Park Avenue plastic surgeon Dr. Ramtin Kassir is using Google Glass to record surgeries and consultations and to access medical records, hands-free, in the operating room.

“I’ve had a patient say, ‘You look like you’re from “The Matrix!” ’ ” said Kassir, whose clients include some of “The Real Housewives of New Jersey.”

“Every one of them thinks it’s cool,” he said.

But Kassir, 47, says his smart goggles aren’t just a gimmick — they’re a game changer for doctors.

Kassir wears the $1,500 futuristic frames to snap photos with a blink — literally — and to live-stream surgeries for medical students. Rather than handing patients a mirror, he records and displays their faces in real time on a projection screen in his office.

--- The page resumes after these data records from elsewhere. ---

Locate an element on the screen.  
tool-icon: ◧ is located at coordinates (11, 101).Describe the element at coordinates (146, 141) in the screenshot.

“Every day, I come up with new uses,” Kassir said. “We showed on a big-screen TV . . . the inside of someone’s nose and their crooked septum and clogged sinuses.”

Google Glass looks similar to a normal pair of eyeglasses but with a tiny projector over the right eye that displays a semi-transparent computer screen. Kassir needs only say, “OK, Glass” followed by “Take a picture” or “Record a video” and it’s done.

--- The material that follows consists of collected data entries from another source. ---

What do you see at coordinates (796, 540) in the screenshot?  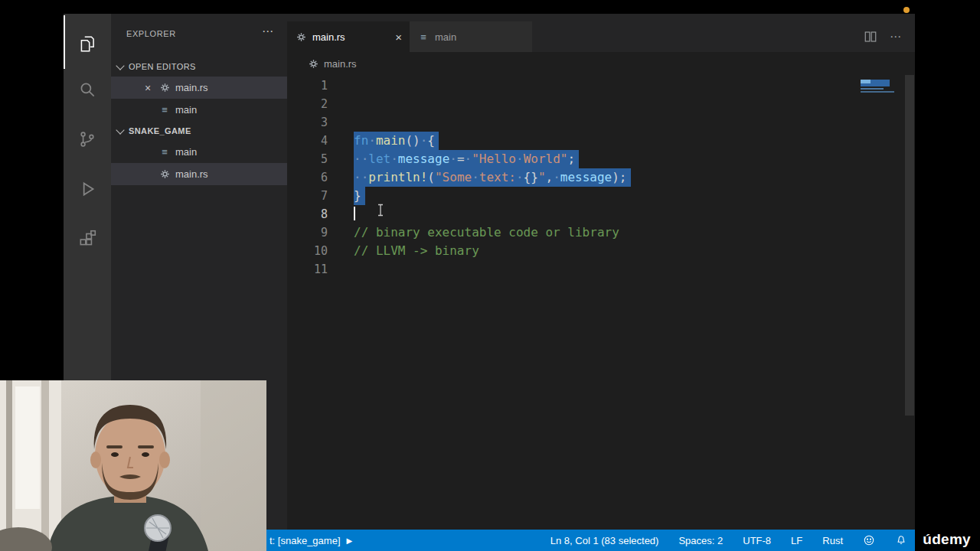 I see `status-item: LF` at bounding box center [796, 540].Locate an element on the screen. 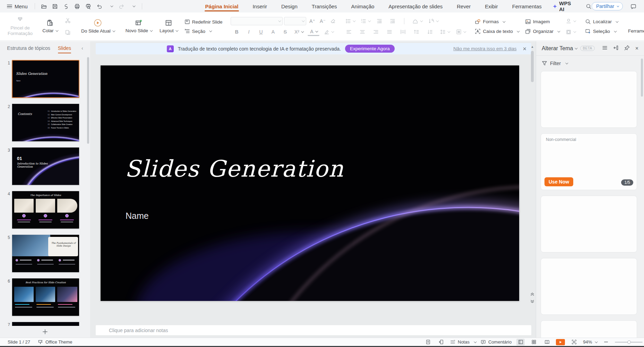 The image size is (644, 347). scrollbar-thumb is located at coordinates (532, 66).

One client, Jasmina Soldatov, says she kept Kassir’s recording of their 30-minute consultation and plans to watch the video of her sinus surgery and rhinoplasty when they’re done.

“I was intrigued right away,” said Soldatov, 30, of Dallas. “I can watch the whole procedure and have it for my records.”

Kassir snagged the technology through Google’s Glass Explorer program, which allows companies and professionals of all stripes to experiment with the device.

The high-tech specs aren’t yet publicly available, but they are being tested by the military, hospitals and even NBA teams, which used Glassware to broadcast first-person views during games.

A Boston doctor says the eyewear saved a man’s life when he was brought into the ER for brain bleeding. The doc instantly found the ­patient’s drug allergies via Glass.